In your discussion, refer to at least one of the photographs/postcards collected in Without Sanctuary and at least one of the literary texts we have discussed so far this semester. Please post your 250 word responses (roughly two complete paragraphs) on your weblog by 10 p.m. this Tuesday, February 21. Finally, echoing Allen, you must begin your response with "Studying these photos [or one of the course novels or poems] has engendered in me..."



Friday, February 17, 2006

WELCOME

to our course weblog! Starting this week, I invite you to create and maintain your own blog by regularly posting your writing online. I believe that blogging for English 169 will enrich our class discussions on violence and the American psyche as well as help strengthen your skills of writing, argumentation, and literary analysis.

Here are some reasons why I think blogging will be a useful learning tool for our class:
  • Posting online helps you hone your voice for a public: no matter what discipline or profession you plan on pursuing, your main audience will most likely include your peers and colleagues.
  • In writing publicly you’ll have conversations with your classmates and thus be able to practice argumentation on a responsive audience.
  • Indeed, the quickest way to become a smarter person is to observe your colleagues’ thinking processes and take mental notes about your own.

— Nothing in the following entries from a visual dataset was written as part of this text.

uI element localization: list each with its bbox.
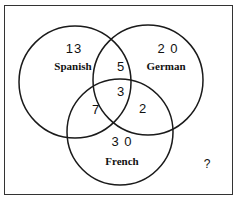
- french-only-count: 3 0: [111, 134, 132, 149]
- french-label: French: [105, 155, 138, 167]
- spanish-label: Spanish: [54, 60, 91, 72]
- outside-unknown-count: ?: [204, 157, 211, 171]
- spanish-only-count: 13: [66, 41, 82, 56]
- spanish-german-count: 5: [117, 59, 125, 74]
- german-label: German: [146, 60, 185, 72]
- german-only-count: 2 0: [157, 41, 178, 56]
- venn-diagram: [0, 0, 240, 202]
- spanish-french-count: 7: [92, 102, 100, 117]
- german-french-count: 2: [139, 101, 147, 116]
- all-three-count: 3: [117, 84, 125, 99]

And here are some guidelines to keep in mind as you blog:

  • Grading standards don’t change just because you’re online: I expect every blog entry to contain an argument and supporting evidence.
  • Always Cite your sources, whether they be articles you are reading or classmates with whom you are conversing.
  • Think about your audience. Although you’re writing for me and your fellow classmates, do keep in mind that a larger public can also read your blog.
  • DUE DATES for your original entries, unless otherwise specified, will be each Tuesday by 8 p.m. and responses to a classmate's blog entry will be due each Thursday by 8 p.m.
I greatly look forward to continuing our classroom conversations online and extending our blog discussions into the classroom.